*** DEBUG START ***
*** DEBUG END ***

Don Cupitt, champion of non-realist theology, dies, aged 90

20 January 2025

Anglia TV

The Revd Don Cupitt in the 1980s

The Revd Don Cupitt in the 1980s

THE Revd Don Cupitt, the Anglican priest and philosopher whose BBC TV series The Sea of Faith brought him to prominence in 1984, has died, aged 90.

A life Fellow of Emmanuel College, Cambridge, he lectured in the university for 30 years and was a leading non-realist thinker. His philosophy, as summarised on his website, was that “talk of God in transcendent and metaphysical terms belongs to an intellectual epoch that has long since passed. Realist doctrines of God have little or no credibility for a society shaped by contemporary scientific thought and the linguistic turn in philosophy.”

Writing about his legacy last year, the Norris-Hulse Professor of Divinity at Cambridge, Dr Catherine Pickstock, wrote that Mr Cupitt “broke with the musty hypocrisy of most Anglican liberal theology by pushing it to an extreme, thus exposing an elite agnosticism that was keeping its half-belief to itself and not letting the masses into the secret, as if out of an apparently persistent fear that they might then misbehave” (Features, 28 June 2024).

After studying natural sciences, theology, and the philosophy of religion at Cambridge, Cupitt was ordained in 1959. After a curacy at St Philip’s, Salford, he became Vice-Principal of Westcott House, Cambridge, before beginning his long career teaching the philosophy of religion at the university. He was appointed Dean of Emmanuel in 1965.

A series of books appeared in swift succession, of which Taking Leave of God (SCM Press) raised the question for the Church Times’s reviewer, David L. Edwards (Books, 3 October 1980), how far Cupitt, though in Holy Orders, was an atheist (a charge that had been levelled at Bishop John Robinson after Honest to God). Cupitt in that book accepted the description “Christian Buddhist”.

The BBC found in him an engaging broadcaster, and he came to wider attention through programmes of which the best-known were The Sea of Faith. In this series, he explored the decline of religion and asked “in what form, if any, Christian faith is possible for us today”. It was “hard to think that a more visually exciting film on religion has ever been made”, Douglas Brown concluded in a review for the Church Times (14 September 1984).

The series “put forward succinctly the standard account of modernity and the decline of religion was well-known to academics but not, at the time, to the general public, or to churchgoers, who may have been bewildered by the decline of Christian practice”, Professor Pickford recalled.

Letters poured in, some expressing gratitude and others hurt. “All my assumptions about Christianity were in pieces,” wrote one correspondent (Features, 15 March 2019). Among those who challenged the argument was the future Archbishop of Canterbury Rowan Williams. Later, others attributed their conversion to Christianity to Mr Cupitt’s work (Features, 28 June 2024).

The series led to the creation of the Sea of Faith Network, which is still active. The Sea of Faith Archive is held at Gladstone’s Library, Hawarden. Mr Cupitt’s website says that in the early 1990s he stopped officiating at public worship, and in 2008 “finally ceased to be a communicant member of the Church”. He continued to be listed among the clergy in Crockford’s Clerical Directory, however.

Marking the 40th anniversary of The Sea of Faith last year, the theologian Professor Elaine Graham wrote that Mr Cupitt’s legacy “should encourage those who continue to look for opportunities today to engage in open, critical, and honest discussion about the existence of God, the nature of faith, and the future of the Church” (Features, 28 June 2024).

Angela Tilby

Obituary to follow

Browse Church and Charity jobs on the Church Times jobsite

Forthcoming Events

Women Mystics: Female Theologians through Christian History

13 January - 19 May 2025

An online evening lecture series, run jointly by Sarum College and The Church Times

tickets available

 

Festival of Faith and Literature

28 February - 2 March 2025

tickets available

 

Visit our Events page for upcoming and past events 

Welcome to the Church Times

 

To explore the Church Times website fully, please sign in or subscribe.

Non-subscribers can read four articles for free each month. (You will need to register.)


BRIEF –
Your answer should hold every line of the records below that contains the string "will".

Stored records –

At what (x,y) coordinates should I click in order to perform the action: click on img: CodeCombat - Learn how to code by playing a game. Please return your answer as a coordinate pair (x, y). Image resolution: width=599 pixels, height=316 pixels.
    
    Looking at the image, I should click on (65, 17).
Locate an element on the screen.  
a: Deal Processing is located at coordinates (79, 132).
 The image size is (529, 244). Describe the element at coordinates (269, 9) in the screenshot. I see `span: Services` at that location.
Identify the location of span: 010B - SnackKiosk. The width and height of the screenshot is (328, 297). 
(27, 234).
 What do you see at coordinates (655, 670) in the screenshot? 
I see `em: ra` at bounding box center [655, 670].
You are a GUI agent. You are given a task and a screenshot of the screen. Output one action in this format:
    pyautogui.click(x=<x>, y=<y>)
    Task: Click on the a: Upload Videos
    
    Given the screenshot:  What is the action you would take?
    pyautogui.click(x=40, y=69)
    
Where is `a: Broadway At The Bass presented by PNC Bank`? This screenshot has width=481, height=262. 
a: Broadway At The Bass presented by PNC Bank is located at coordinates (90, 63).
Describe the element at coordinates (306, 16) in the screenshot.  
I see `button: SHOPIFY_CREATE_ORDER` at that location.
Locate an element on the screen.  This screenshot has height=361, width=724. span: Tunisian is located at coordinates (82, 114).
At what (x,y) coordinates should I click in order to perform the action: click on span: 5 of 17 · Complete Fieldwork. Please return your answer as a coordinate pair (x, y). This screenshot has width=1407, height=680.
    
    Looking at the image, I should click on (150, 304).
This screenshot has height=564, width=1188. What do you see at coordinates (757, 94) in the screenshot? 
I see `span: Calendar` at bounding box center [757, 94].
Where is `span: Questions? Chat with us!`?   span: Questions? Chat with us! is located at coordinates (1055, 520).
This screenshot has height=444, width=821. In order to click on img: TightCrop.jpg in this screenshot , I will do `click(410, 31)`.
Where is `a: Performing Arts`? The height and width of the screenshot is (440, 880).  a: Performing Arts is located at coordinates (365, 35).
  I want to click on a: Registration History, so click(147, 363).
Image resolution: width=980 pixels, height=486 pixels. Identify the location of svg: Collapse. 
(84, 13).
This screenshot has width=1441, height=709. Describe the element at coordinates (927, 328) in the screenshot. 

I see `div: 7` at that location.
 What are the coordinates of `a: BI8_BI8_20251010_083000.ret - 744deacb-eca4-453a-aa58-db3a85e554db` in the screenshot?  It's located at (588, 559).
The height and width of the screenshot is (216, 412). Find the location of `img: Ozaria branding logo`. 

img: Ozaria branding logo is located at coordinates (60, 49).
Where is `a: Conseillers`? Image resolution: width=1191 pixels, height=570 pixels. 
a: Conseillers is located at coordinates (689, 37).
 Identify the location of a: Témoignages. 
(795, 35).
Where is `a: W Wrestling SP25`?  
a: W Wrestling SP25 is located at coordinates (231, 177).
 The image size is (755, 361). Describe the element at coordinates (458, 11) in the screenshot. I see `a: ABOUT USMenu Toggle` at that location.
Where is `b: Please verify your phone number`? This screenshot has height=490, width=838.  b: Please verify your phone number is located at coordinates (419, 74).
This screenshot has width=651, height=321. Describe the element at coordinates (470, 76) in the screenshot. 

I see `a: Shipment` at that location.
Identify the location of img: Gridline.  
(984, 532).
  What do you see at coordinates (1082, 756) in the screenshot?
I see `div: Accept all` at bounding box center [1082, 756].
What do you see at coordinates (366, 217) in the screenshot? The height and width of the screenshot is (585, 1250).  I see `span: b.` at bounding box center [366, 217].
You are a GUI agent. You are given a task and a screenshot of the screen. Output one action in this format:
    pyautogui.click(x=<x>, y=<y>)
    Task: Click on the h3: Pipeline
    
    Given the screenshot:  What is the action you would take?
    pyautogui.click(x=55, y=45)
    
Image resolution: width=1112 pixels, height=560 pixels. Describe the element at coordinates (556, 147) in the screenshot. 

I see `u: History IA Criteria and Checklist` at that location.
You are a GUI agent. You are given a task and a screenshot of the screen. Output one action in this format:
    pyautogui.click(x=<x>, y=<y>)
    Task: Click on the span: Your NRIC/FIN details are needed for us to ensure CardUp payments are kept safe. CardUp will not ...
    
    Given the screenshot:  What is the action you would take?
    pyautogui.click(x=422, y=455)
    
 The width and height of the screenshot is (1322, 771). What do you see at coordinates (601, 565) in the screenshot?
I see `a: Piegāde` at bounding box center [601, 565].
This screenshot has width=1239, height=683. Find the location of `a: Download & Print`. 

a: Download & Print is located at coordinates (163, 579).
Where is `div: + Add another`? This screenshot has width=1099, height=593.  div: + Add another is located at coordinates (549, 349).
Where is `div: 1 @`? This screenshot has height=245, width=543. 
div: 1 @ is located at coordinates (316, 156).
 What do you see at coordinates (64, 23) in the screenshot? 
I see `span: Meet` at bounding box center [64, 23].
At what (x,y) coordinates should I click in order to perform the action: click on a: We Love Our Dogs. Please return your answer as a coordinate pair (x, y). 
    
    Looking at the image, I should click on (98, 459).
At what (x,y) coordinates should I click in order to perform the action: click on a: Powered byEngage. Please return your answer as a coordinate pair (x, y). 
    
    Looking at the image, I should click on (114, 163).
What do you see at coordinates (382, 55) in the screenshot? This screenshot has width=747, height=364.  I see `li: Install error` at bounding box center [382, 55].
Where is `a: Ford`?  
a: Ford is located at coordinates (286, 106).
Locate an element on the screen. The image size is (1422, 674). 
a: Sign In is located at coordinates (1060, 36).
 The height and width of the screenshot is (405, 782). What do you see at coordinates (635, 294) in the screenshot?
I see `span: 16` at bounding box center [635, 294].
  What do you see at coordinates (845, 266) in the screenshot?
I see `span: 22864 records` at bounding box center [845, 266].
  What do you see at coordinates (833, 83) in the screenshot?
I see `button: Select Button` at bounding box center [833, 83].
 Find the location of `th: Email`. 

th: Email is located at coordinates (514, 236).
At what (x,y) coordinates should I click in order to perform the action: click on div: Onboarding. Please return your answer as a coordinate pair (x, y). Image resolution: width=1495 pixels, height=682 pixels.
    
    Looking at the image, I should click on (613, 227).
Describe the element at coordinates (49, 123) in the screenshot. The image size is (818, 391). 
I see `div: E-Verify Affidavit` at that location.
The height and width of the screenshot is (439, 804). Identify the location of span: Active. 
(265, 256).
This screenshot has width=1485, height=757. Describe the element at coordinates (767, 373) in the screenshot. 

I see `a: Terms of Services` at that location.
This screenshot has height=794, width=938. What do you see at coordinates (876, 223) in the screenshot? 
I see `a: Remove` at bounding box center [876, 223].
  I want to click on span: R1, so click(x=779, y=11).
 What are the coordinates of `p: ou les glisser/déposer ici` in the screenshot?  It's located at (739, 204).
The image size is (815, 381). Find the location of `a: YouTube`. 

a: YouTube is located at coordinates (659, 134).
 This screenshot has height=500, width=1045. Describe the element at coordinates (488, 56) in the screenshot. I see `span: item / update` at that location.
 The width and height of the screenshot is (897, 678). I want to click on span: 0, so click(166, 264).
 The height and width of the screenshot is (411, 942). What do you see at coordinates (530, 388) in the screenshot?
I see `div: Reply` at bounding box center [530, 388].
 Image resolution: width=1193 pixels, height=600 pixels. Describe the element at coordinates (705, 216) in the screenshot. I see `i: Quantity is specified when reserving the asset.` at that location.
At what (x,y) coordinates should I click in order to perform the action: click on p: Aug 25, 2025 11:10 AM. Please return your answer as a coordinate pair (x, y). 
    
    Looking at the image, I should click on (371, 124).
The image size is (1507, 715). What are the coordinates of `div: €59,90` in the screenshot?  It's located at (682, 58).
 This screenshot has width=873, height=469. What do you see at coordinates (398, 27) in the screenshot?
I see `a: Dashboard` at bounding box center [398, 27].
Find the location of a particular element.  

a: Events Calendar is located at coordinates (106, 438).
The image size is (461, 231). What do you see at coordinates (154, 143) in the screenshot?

EXERCISE RESPONSE –
This screenshot has height=444, width=821. In order to click on img: TightCrop.jpg in this screenshot , I will do `click(410, 31)`.
    Task: Click on the span: Your NRIC/FIN details are needed for us to ensure CardUp payments are kept safe. CardUp will not ...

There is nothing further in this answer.